October 30, 2006
Each election cycle we Americans are treated to “the dirtiest, most negative campaign ever.” We either have a pretty short memory or a knack for forgetting unpleasant things, but negative political campaigns have been around for a long time. Of course, the sheer volume of communication allowed, first by radio, then TV, and now the internet probably tends to heighten our awareness of candidate trashing.
Witness the election of 1884 between Grover Cleveland and James G. Blaine. Blaine’s camp discovered that Cleveland had had a child through an illicit liaison with a widow while he was mayor of Buffalo. Immediately—or as immediately as the times allowed—Blaine’s supporters coined the slogan, “Ma, Ma, where’s my Pa?”
Cleveland’s group retaliated with calling Blaine “the continental liar from the State of Maine,” because of his allegedly corrupt business practices. They also had a pretty nifty retort to the “Ma, Ma” thing too: “Gone to the White House, ha ha, ha,” which is what eventually happened.
Newspapers in the 1800s were apparently devoid of any ethical restrictions on what they would print; in fact, slander was a pretty good method of selling newspapers, which were often controlled by political machines with vested interests.
Political scientists study this stuff pretty heavily, and seem to be of different opinions as to how or if it works. Conventional wisdom holds, as did I, that the object of negative campaigning is to convince voters that the target is unethical, immoral, and the incarnation of political extremism. Once convinced, voters will either vote for the least awful candidate or, equally valuable, not vote at all.
But while the political science experiments challenge that perception, there are no clear cut results to show one way or another. Sometimes candidates who use negative advertising win, sometimes they lose.
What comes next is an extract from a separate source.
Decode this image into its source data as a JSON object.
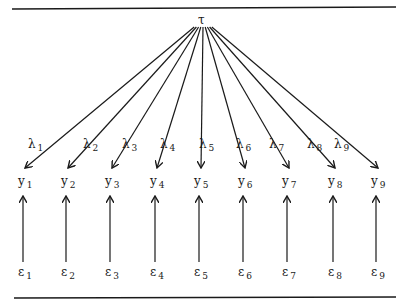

What is clear is that while the American public doesn’t like them, to put it mildly, they are influenced by them.
There are different levels of “negative campaigning,” too. Is it negative to point out an incumbent’s voting record or campaign contributors? I think that depends on how it’s phrased. Voters have a right to know how candidates differ on issues, and when those differences are politely brought forward I think it’s for the best.
But most often candidates are not treated with respect by the other side, and portrayed to be purposefully deceptive, crooked, or just plain dumb.
There are also candidates who have kept to the high ground only to have negative advertisements distributed by a third party over whom they have no control. That happens more often than we would think—or like. It’s perfectly legal for a political party or an individual to pay for an attack ad that their own candidate knows absolutely nothing about. A fellow would expect that coming from an enemy, but coming from a “friend” it can be pretty disheartening.
Mostly Americans are good honest people who don’t really relish hearing negative comments about their neighbors. We don’t want to hear them, we don’t want to believe them; but if we hear them often enough an long enough, we come to believe them. In short, our minds are changed.
History is full of famous sayings about the business of portraying things in a particular way. One is “rumor becomes perception, and perception becomes fact,” but the most famous and most accurate was coined by the evil genius who was Hitler’s Minister of Propaganda: “repetition is truth.”